In 1890 there had never been anything quite like Henrik Ibsen's Hedda Gabler. No heroine from the Greeks, say, Medea, nor Elizabethan tragedy, think, Lady Macbeth, no maiden from the 18th and 19th century romances was quite like her. Since then she and her sister Strindberg's Miss Julie have had lots of daughters, but even today, one hundred and twenty-five years later none are quite like Hedda Gabler.

The play in IU's Ruth N. Halls Theatre, directed by Dale is action packed, but fast moving and seems shorter than its two and a half hours. Hedda Gabler begins as a bitter drawing room comedy, ends as a stark domestic tragedy and it still packs a punch.

Hedda, played by Abby Lee, comes onto the stage as a stone faced bitter woman just returned from what was her six month honeymoon. Her only joy in the moment is to humiliate her husband's stoically loving Aunt Juliana, Meaghan Deiter.  Hedda's a woman well aware of her magnetism and talents but trapped in a very restrictive world with no inner resources or compass other than fear of social embarrassment or humiliation

Mathew Murry plays Hedda's husband, Tesman, as an energetically cheerful sort. He's a clueless nerd, still thrilled that he has married the lovely Hedda and secure in his love for his scholarly pursuits. Tesman is totally unaware of the less than gentlemanly designs that Henry Woronicz's Judge Brack has on Hedda and the still smoldering passion that surrounds her earlier relationship with his lost to dissipation colleague Loevborg, Christ Handley.

Loevborg has been aided in rehabilitation and in his own work partnering with Kristen Alesia as Mrs. Elvsted. Hedda charms her and draws out the details of her aid for Loevborg and their work together. In an echo from Ibsen's The Doll's House, Mrs. Elvsted like Nora has left her husband, but this time with a specific purpose. Hedda is jealous of Mrs. Elvsted's partnership with Loevborg and she can't deal with a healthy productive man.
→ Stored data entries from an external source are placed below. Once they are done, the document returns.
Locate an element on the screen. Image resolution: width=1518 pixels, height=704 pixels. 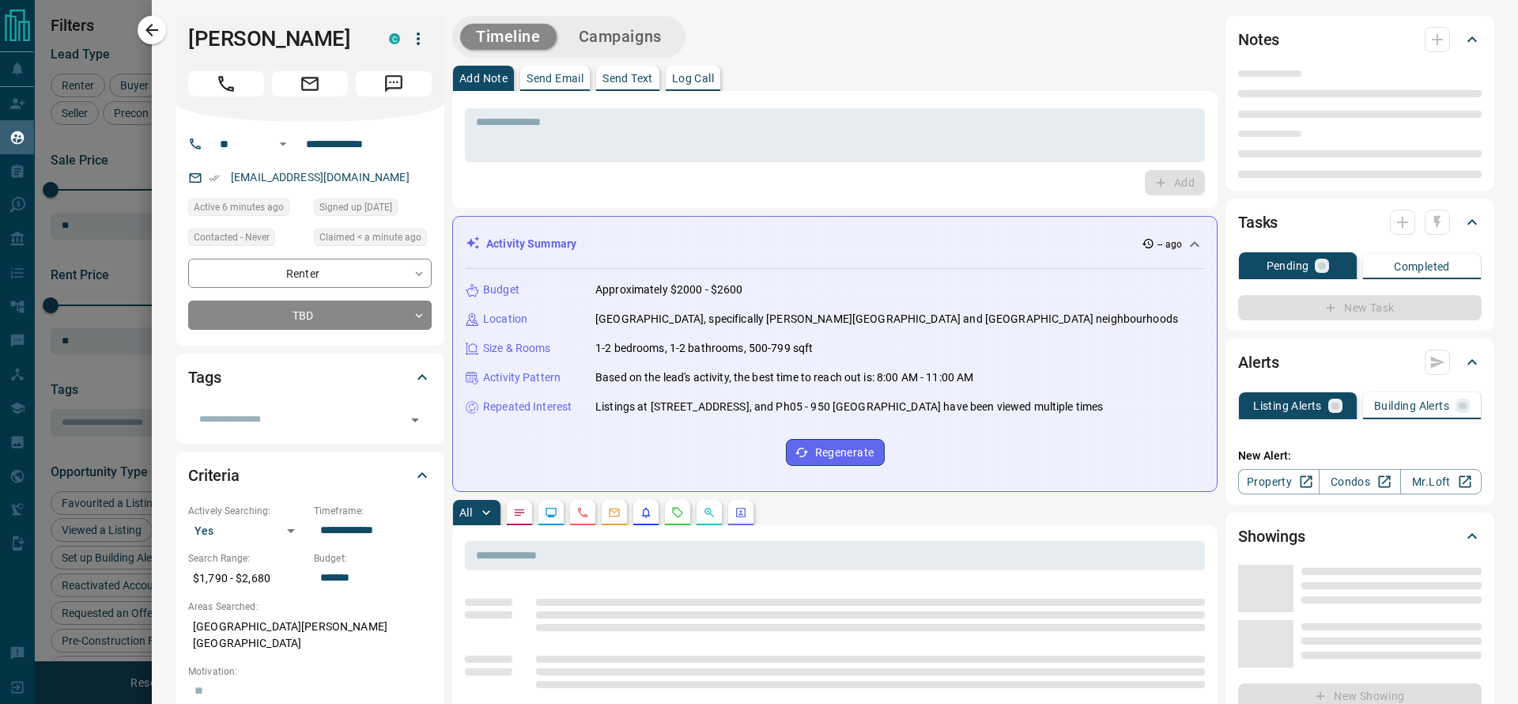
p: All is located at coordinates (466, 512).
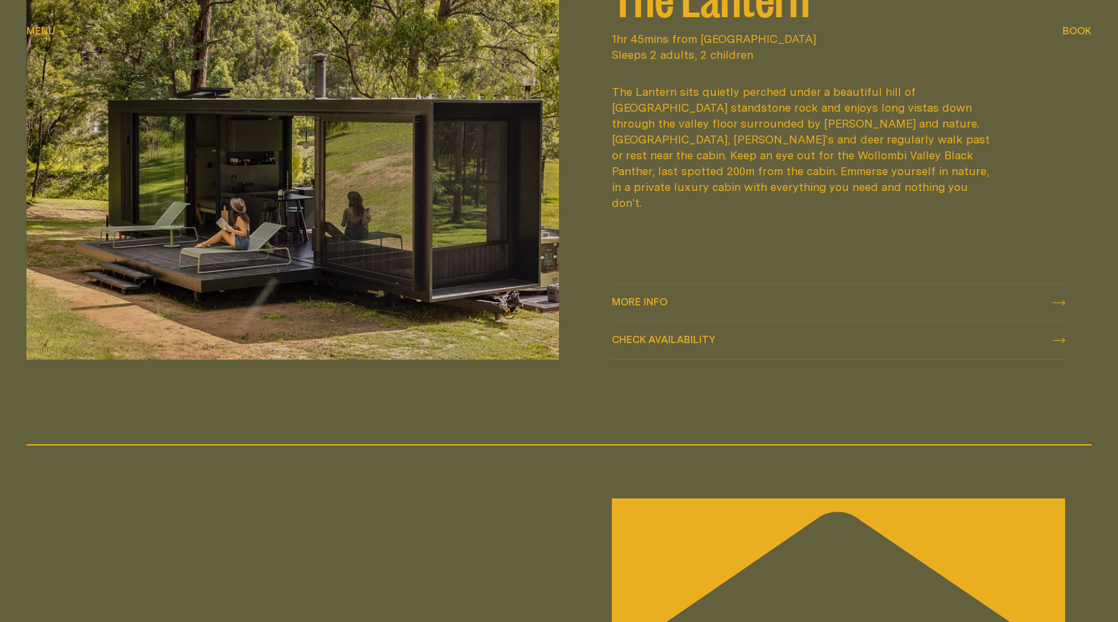 This screenshot has height=622, width=1118. Describe the element at coordinates (838, 340) in the screenshot. I see `button: check availability` at that location.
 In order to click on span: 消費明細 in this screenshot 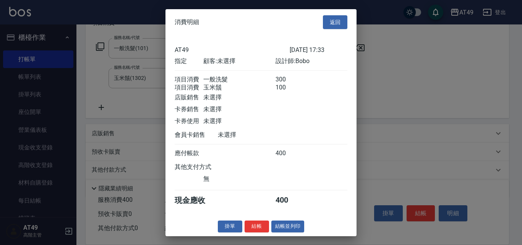, I will do `click(187, 22)`.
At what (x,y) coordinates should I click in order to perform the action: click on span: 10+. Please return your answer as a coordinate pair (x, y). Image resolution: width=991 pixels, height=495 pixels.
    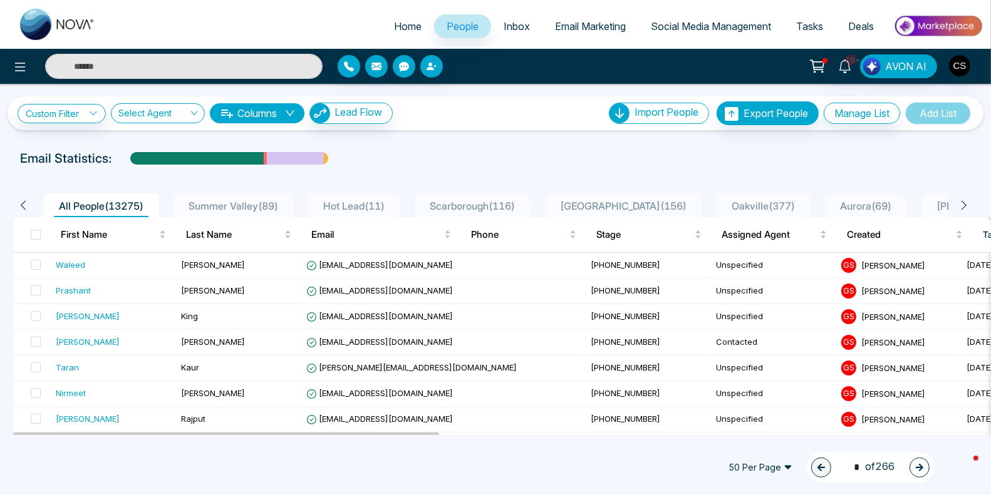
    Looking at the image, I should click on (850, 60).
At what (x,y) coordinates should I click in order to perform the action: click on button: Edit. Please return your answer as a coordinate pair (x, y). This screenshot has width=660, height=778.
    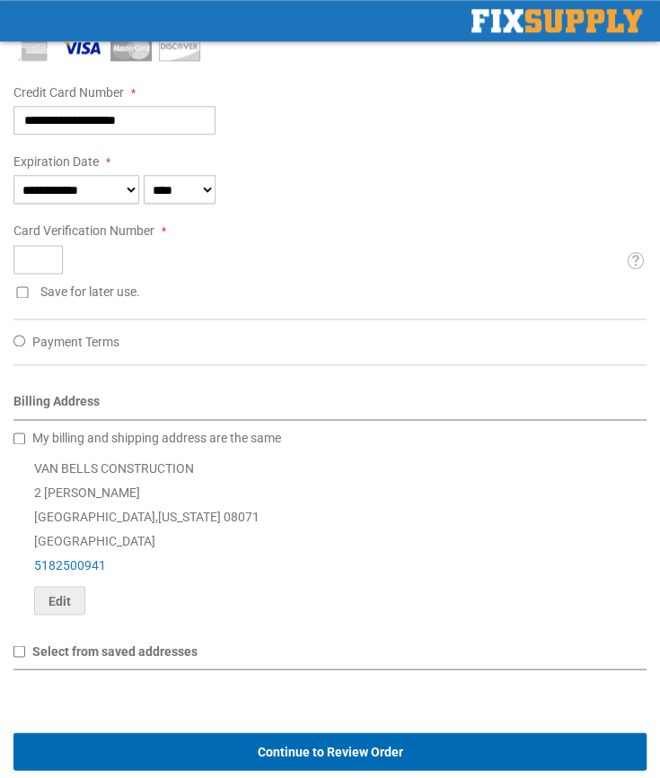
    Looking at the image, I should click on (59, 601).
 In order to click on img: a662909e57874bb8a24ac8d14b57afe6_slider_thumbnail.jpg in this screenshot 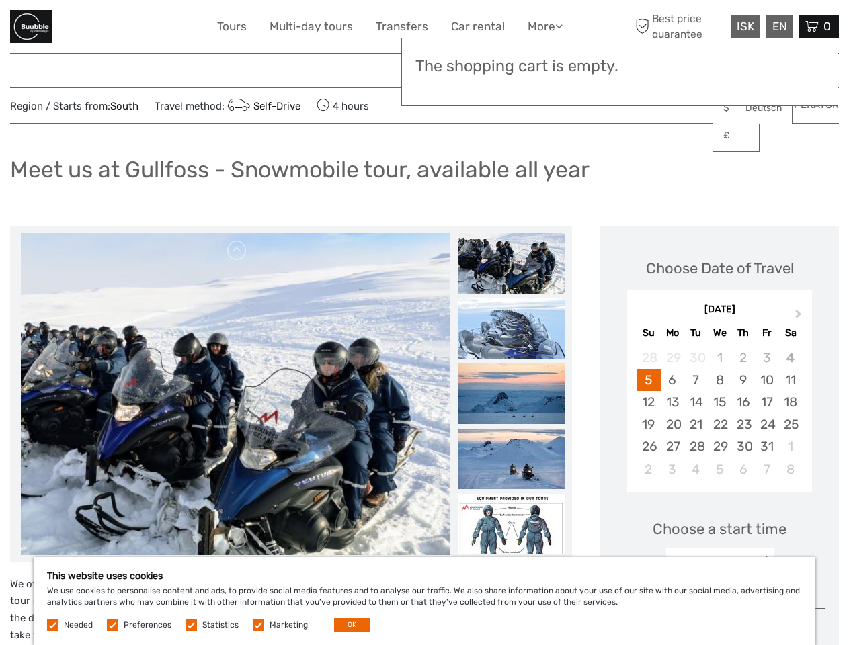, I will do `click(511, 329)`.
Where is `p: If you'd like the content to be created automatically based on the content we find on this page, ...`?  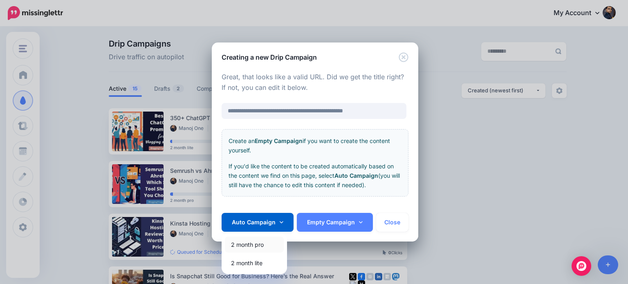 p: If you'd like the content to be created automatically based on the content we find on this page, ... is located at coordinates (315, 176).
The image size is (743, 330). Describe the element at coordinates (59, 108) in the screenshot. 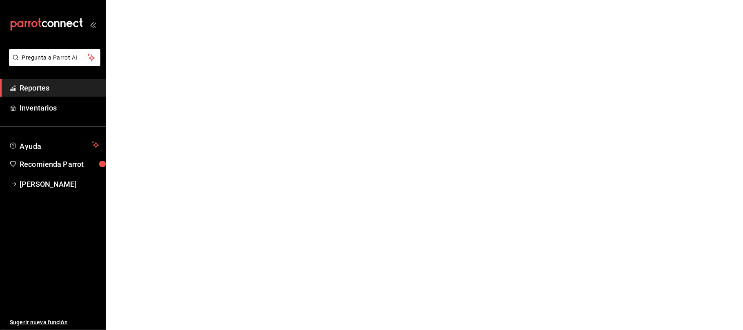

She taunts Loevborg back into alcoholism and on to his death.

Judge Brack has been looking for a social way to control Hedda and her participation in Loevborg's death gives it to him. In the final scene as the judge calmly plans a nice domestic triangle while Tesman and Mrs. Elvsted excitedly pour over Loevborg's notes, the trapped Hedda in a romantically framed moment shoots herself.

Tesman and Mrs. Elvsted are dumb struck, the play's final line is the Judge's…"People don't do things like that."

Today we might call Hedda a narcissistic sociopath, and possibly offer some consideration for her character out of concern for the male dominated society that so restricted her. But perhaps it makes more sense to say that she is a bitter, cowardly, short term schemer with an evil streak and some romantic delusions. The IU production of this dense drama moves quickly and there's a surprising amount of humor and even laughter in some of the wry moments.

Henrik Ibsen's Hedda Gabler at IU's Ruth N. Halls Theatre plays through October 3.